1st Edition

Jewish Life in Early Modern Rome Challenge, Conversion, and Private Life

By Kenneth Stow Copyright 2007
    352 Pages
    by Routledge

    352 Pages
    by Routledge

    The essays in this second volume by Kenneth Stow explore the fate of Jews living in Rome, directly under the eye of the Pope. Most Roman Jews were not immigrants; some had been there before the time of Christ. Nor were they cultural strangers. They spoke (Roman) Italian, ate and dressed as did other Romans, and their marital practices reflected Roman noble usage. Rome's Jews were called cives, but unequal ones, and to resolve this anomaly, Paul IV closed them within ghetto walls in 1555; the rest of Europe would resolve this crux in the late eighteenth century, through civil Emancipation. In its essence, the ghetto was a limbo, from which only conversion, promoted through "disciplining" par excellence, offered an exit. Nonetheless, though increasingly impoverished, Rome's Jews preserved culture and reinforced family life, even many women's rights. A system of consensual arbitration enabled a modicum of self-governance. Yet Rome's Jews also came to realize that they had been expelled into the ghetto: nostro ghet, a document of divorce, as they called it. There they would remain, segregated, so long as they remained Jews. Such are the themes that the author examines in these essays.

    Contents: Introduction; Part 1 The Papal Challenge: The burning of the Talmud in 1553, in the light of 16th century Catholic attitudes toward the Talmud; The consciousness of closure: Roman Jewry and its ghet; Expulsion Italian style: the case of Lucio Ferraris; The good of the Church, the good of the state: the Popes and Jewish money. Part 2 In Search of Conversion: Church, conversion and tradition: the problem of Jewish conversion in 16th century Italy; A tale of uncertainties: converts in the Roman ghetto; Neofiti and their families, or perhaps, the good of the state; Delitto e castigo nello stato della chiesa: gli ebrei nelle carceri romane dal 1572 al 1659. Part 3 The Jews of Rome: Prossimità o distanza: etnicità, sefarditi e assenza di conflitti etnici nella Roma del sedicesimo secolo; Ethnic rivalry or melting pot: the 'edot' in the Roman ghetto; Ethnic amalgamation, like it or not: inheritance in early modern Jewish Rome; Abramo ben Aaron Scazzocchio, another kind of Rabbi; The knotty problem of Shem Tov Soporto: male honor, marital initiation, and disciplinary structures in mid-16th-century Jewish Rome; The new fashioned from the old: parallels in public and learned memory and practice in 16th century Jewish Rome; Corporate double talk: Kehillat Kodesh and Universitas in the Roman Jewish 16th century environment; Marriages are made in heaven: marriage and the individual in the Roman Jewish ghetto; Writing in Hebrew, thinking in Italian; Jewish pre-emancipation: ius commune, the Roman communità, and marriage in the early modern Papal State; Index.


◆ **REQUIRED WORK**: Copy the records below exactly, from the line containing "Surround woman with a bounding box." through the last line, and leave out every picture.
──────── GIVEN RECORDS ────────
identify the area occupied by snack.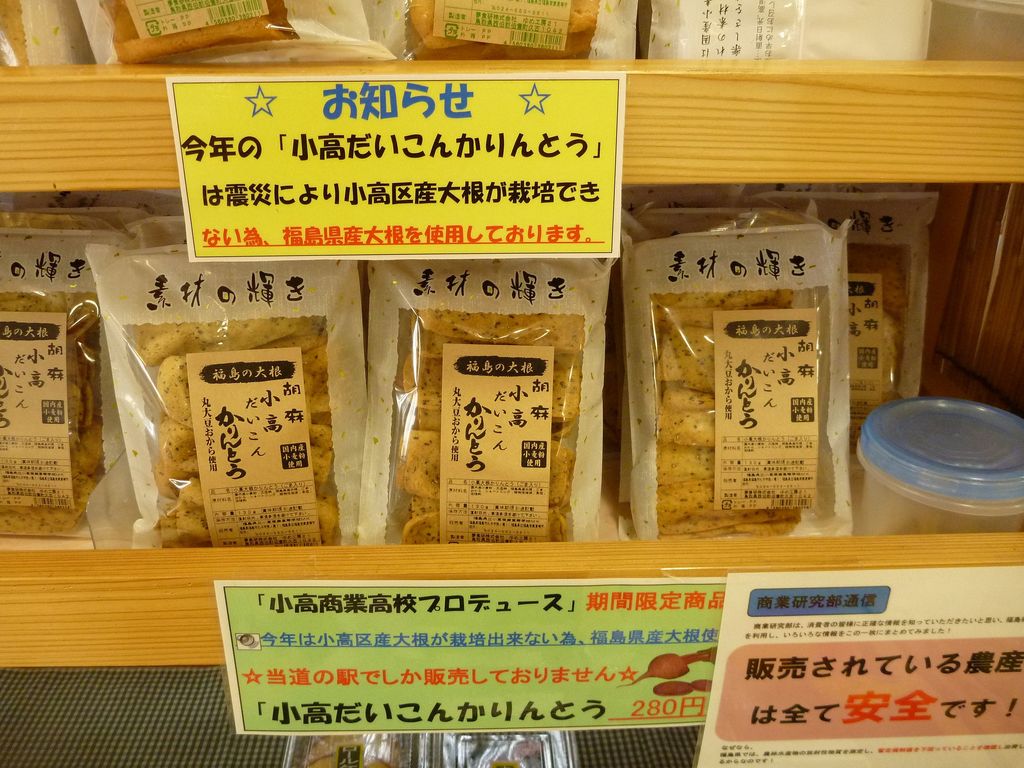
Area: select_region(402, 307, 588, 545).
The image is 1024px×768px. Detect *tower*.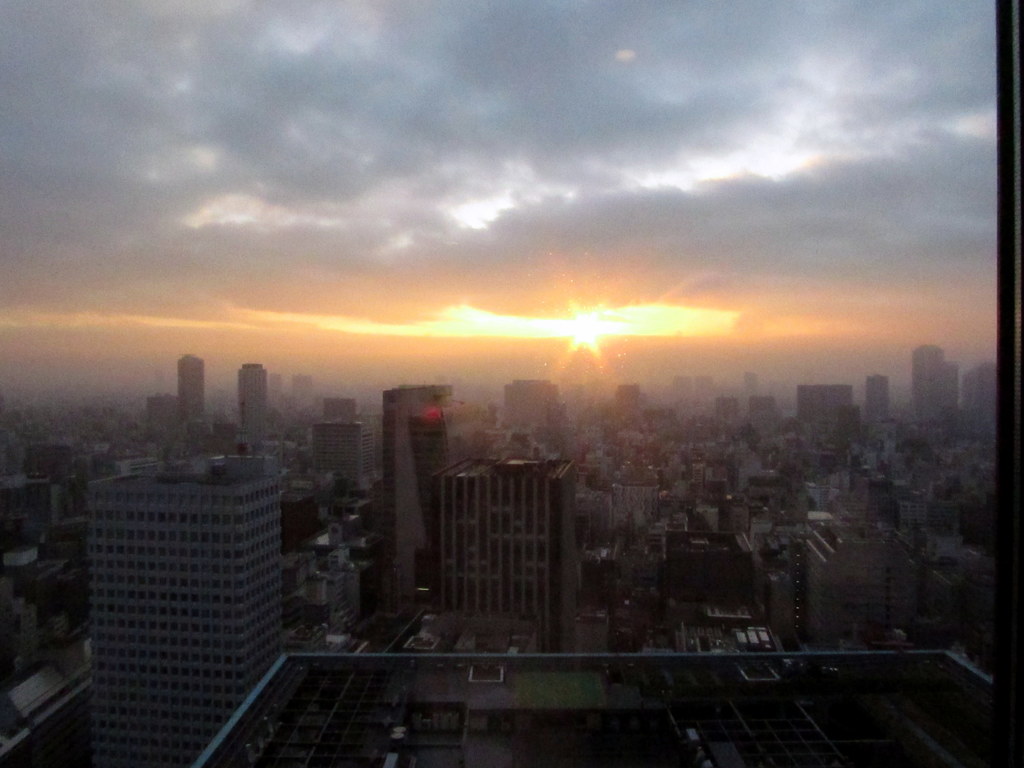
Detection: 87, 433, 288, 767.
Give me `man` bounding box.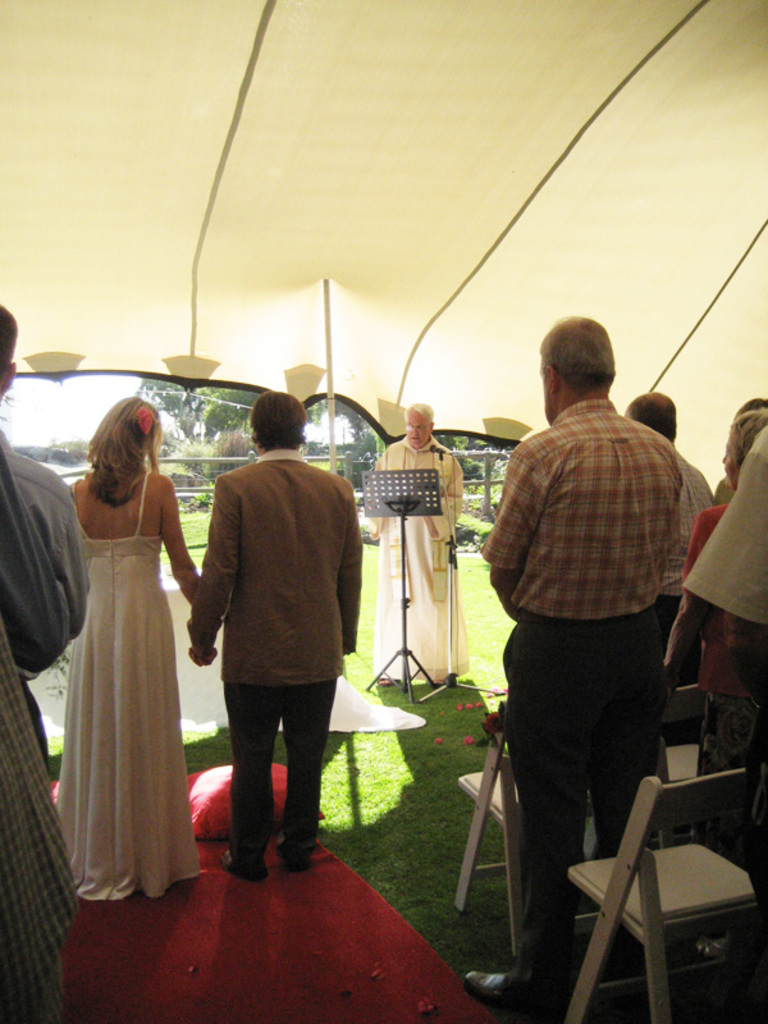
Rect(461, 311, 689, 1015).
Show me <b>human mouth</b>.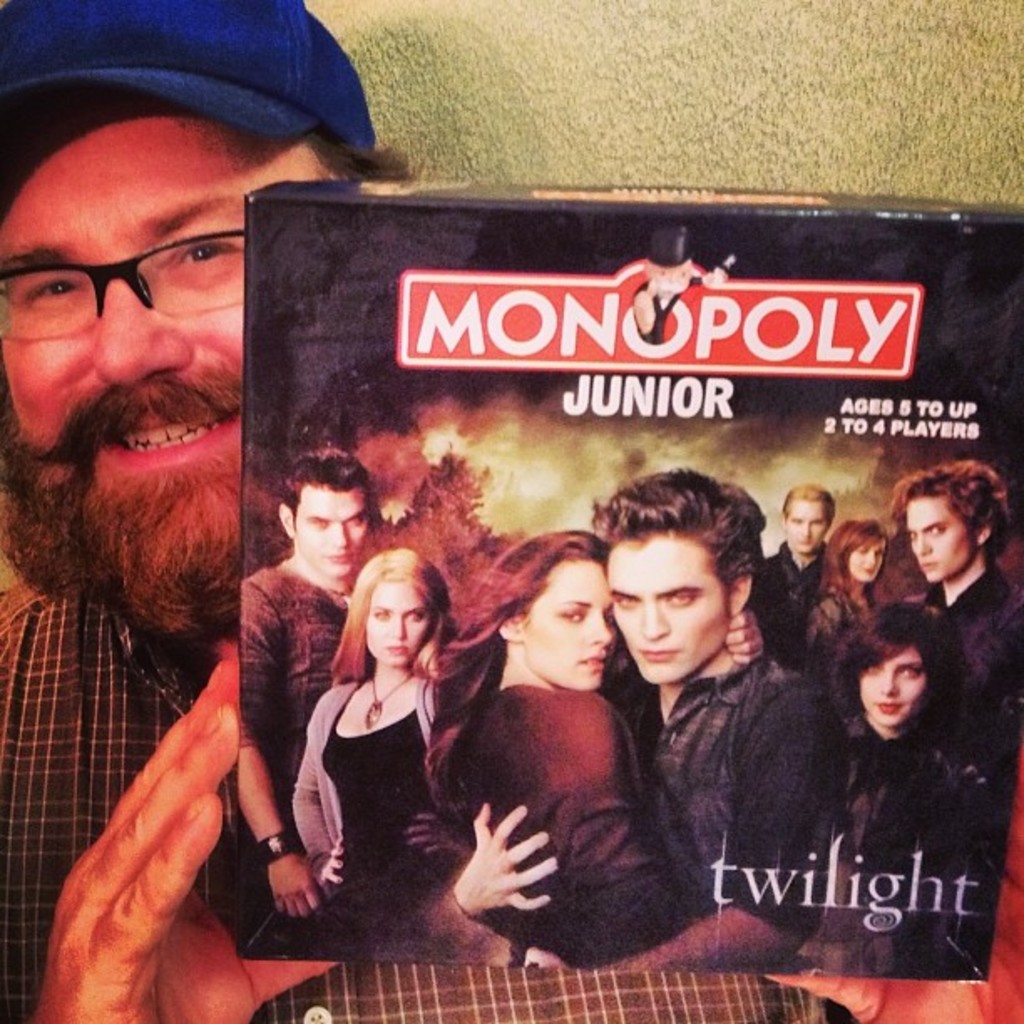
<b>human mouth</b> is here: {"left": 576, "top": 653, "right": 607, "bottom": 674}.
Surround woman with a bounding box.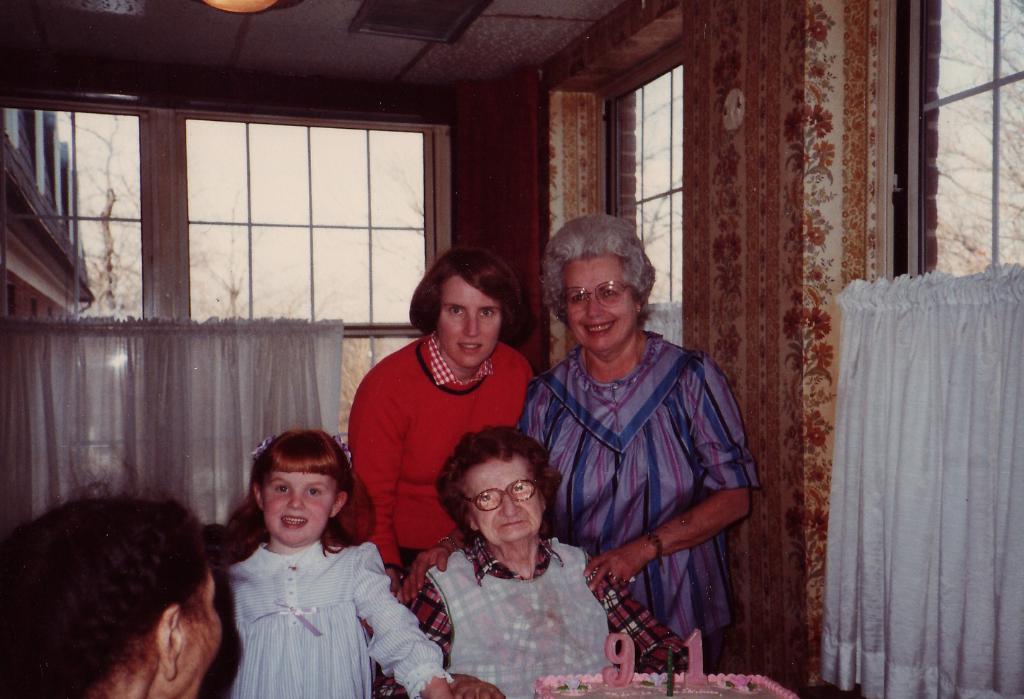
crop(367, 427, 691, 698).
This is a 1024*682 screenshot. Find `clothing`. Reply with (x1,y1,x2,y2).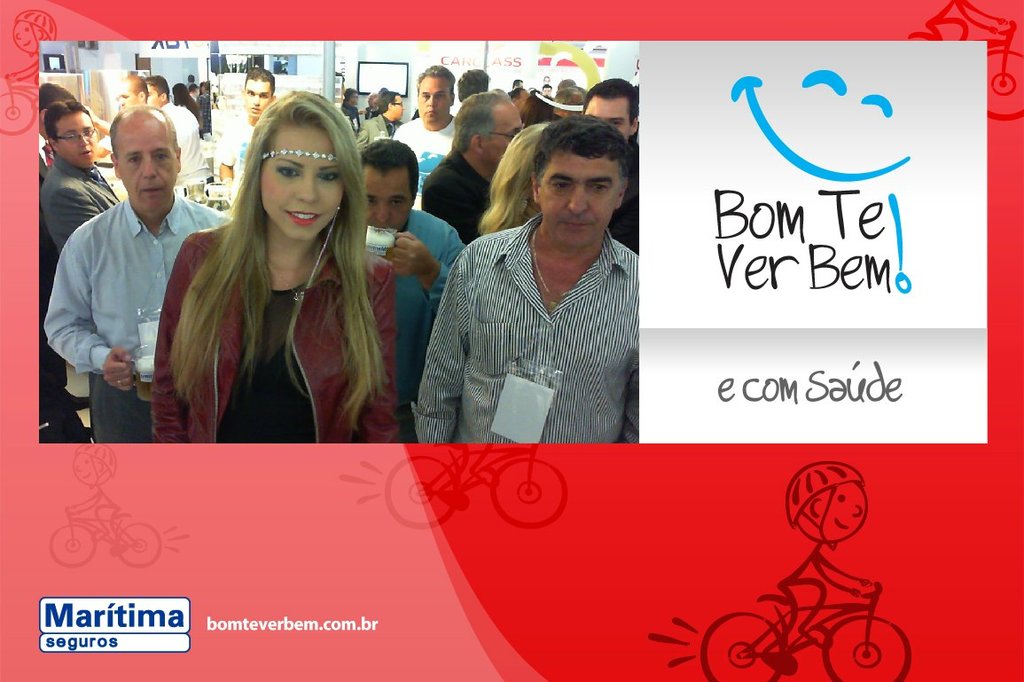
────────
◆ **RESPONSE TO THE TASK**:
Surround woman with a bounding box.
crop(367, 427, 691, 698).
This is a 1024*682 screenshot. Find `clothing`. Reply with (x1,y1,x2,y2).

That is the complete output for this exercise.